Eric Schlosser's bestselling diatribe, Fast Food Nation, against the fast food industry is a monumental self-contradiction built on inconsistencies and misleading statements reported as facts. He is releasing a version targeting middle-school aged children this spring. Fast Contradiction Fast Food Nation Author's Message Does Not Belong in Our Children's Schools
Eric Schlosser's bestselling diatribe, Fast Food Nation, against the fast food industry is a monumental self-contradiction built on inconsistencies and misleading statements reported as facts. He is releasing a version targeting middle-school aged children this spring.
- Most fundamentally, Schlosser bemoans the homogenization of American culture and alleges a decline of American individualism, and then advocates a fundamental rejection of the individual freedom which allowed those traits to flourish in favor of government-mandated diversity.
- Make no mistake: Schlosser's solution to the problems he alleges is an unprecedented expansion of government bureaucracy and a monumental growth of government regulation of what we choose to eat and drink.
- Schlosser even urges an outright government ban on advertising of certain kinds of food. No freedom is more fundamental than the freedom of speech, but Schlosser would gladly cast this right aside to achieve his vision of America.
- Schlosser conjures or claims a corporate conspiracy around every corner to explain every wrong that he perceives. He implies or alleges conspiracies between Disney and McDonald's, between poultry processors and meatpackers, between government and big corporations.
- Schlosser praises the spirit which led entrepreneurs to build successful companies and then spends most of his book attacking their successes.
- He also seeks to undermine their accomplishments by suggesting – in every single case – that the government significantly aided their success.
- In just one example of a number of factual errors and misleading statements, Schlosser faults fast food companies for supposedly trying to prevent hourly employees from working more than 40 hours per week in order to avoid paying overtime. Later, he praises labor unions. But he ignores the fact that unions – aiming to have companies hire more workers instead of working existing employees longer – have been the leading advocate for the 40-hour work week and current overtime regulations designed to punish employers who work employees more than 40 hours per week.
- Currently on Amazon.com, Schlosser's book for children, Chew On This: Everything You Don't Want to Know About Fast Food is being partnered with Morgan Spurlock's book, Don't Eat This Book: Fast Food and the Supersizing of America. Spurlock was recently kicked out of a Pennsylvania school for his use of four-letter words, insults to mentally-challenged students and slurs on ethnic groups.
- The Bottom Line: Schlosser is neither a doctor, scientist, farmer nor teacher. He and his book do not belong in our schools.
Schlosser's Fast Food Nation raises provocative and important questions, but we should all recognize that the best exercise for humanity is the exercise of individual freedom and personal responsibility – including the freedom to choose our own eating and exercise habits.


** Problem description **
Restate all entries exactly. Skip the images.

** Working data **

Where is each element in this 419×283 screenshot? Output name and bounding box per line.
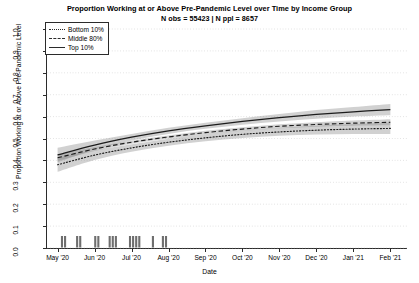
- legend-line-swatch-icon: [49, 35, 65, 42]
- chart-container: Proportion Working at or Above Pre-Pande…: [0, 0, 419, 283]
- legend: Bottom 10%Middle 80%Top 10%: [45, 22, 109, 55]
- legend-line-swatch-icon: [49, 26, 65, 33]
- legend-item: Bottom 10%: [49, 25, 104, 34]
- legend-label: Middle 80%: [68, 35, 102, 42]
- legend-label: Bottom 10%: [68, 26, 104, 33]
- legend-item: Top 10%: [49, 43, 104, 52]
- legend-item: Middle 80%: [49, 34, 104, 43]
- legend-label: Top 10%: [68, 44, 94, 51]
- legend-line-swatch-icon: [49, 44, 65, 51]
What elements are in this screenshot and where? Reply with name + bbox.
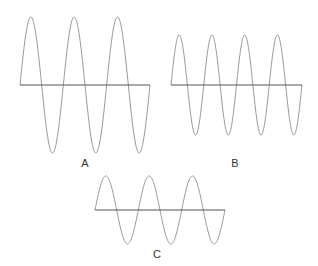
wave-c-group: C bbox=[95, 176, 225, 260]
sine-wave-diagram: A B C bbox=[0, 0, 318, 266]
wave-b-group: B bbox=[171, 35, 302, 169]
wave-a-label: A bbox=[81, 157, 89, 169]
wave-b-label: B bbox=[231, 157, 238, 169]
wave-a-group: A bbox=[20, 17, 150, 169]
wave-c-label: C bbox=[153, 248, 161, 260]
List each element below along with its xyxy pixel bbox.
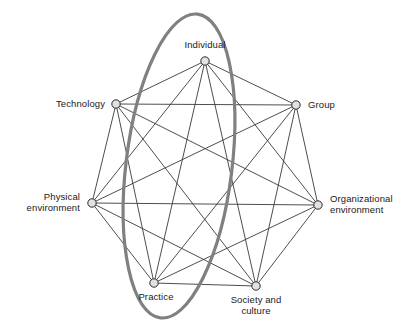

** Exercise solution **
Where is each element in this 419×283 screenshot? Output name and bounding box per line.
- legend-line-swatch-icon: [49, 35, 65, 42]
- chart-container: Proportion Working at or Above Pre-Pande…: [0, 0, 419, 283]
- legend: Bottom 10%Middle 80%Top 10%: [45, 22, 109, 55]
- legend-line-swatch-icon: [49, 26, 65, 33]
- legend-item: Bottom 10%: [49, 25, 104, 34]
- legend-label: Middle 80%: [68, 35, 102, 42]
- legend-label: Bottom 10%: [68, 26, 104, 33]
- legend-item: Top 10%: [49, 43, 104, 52]
- legend-item: Middle 80%: [49, 34, 104, 43]
- legend-label: Top 10%: [68, 44, 94, 51]
- legend-line-swatch-icon: [49, 44, 65, 51]
What elements are in this screenshot and where? Reply with name + bbox.
wave-c-group: C bbox=[95, 176, 225, 260]
sine-wave-diagram: A B C bbox=[0, 0, 318, 266]
wave-b-group: B bbox=[171, 35, 302, 169]
wave-a-label: A bbox=[81, 157, 89, 169]
wave-b-label: B bbox=[231, 157, 238, 169]
wave-a-group: A bbox=[20, 17, 150, 169]
wave-c-label: C bbox=[153, 248, 161, 260]
List each element below along with its xyxy pixel bbox.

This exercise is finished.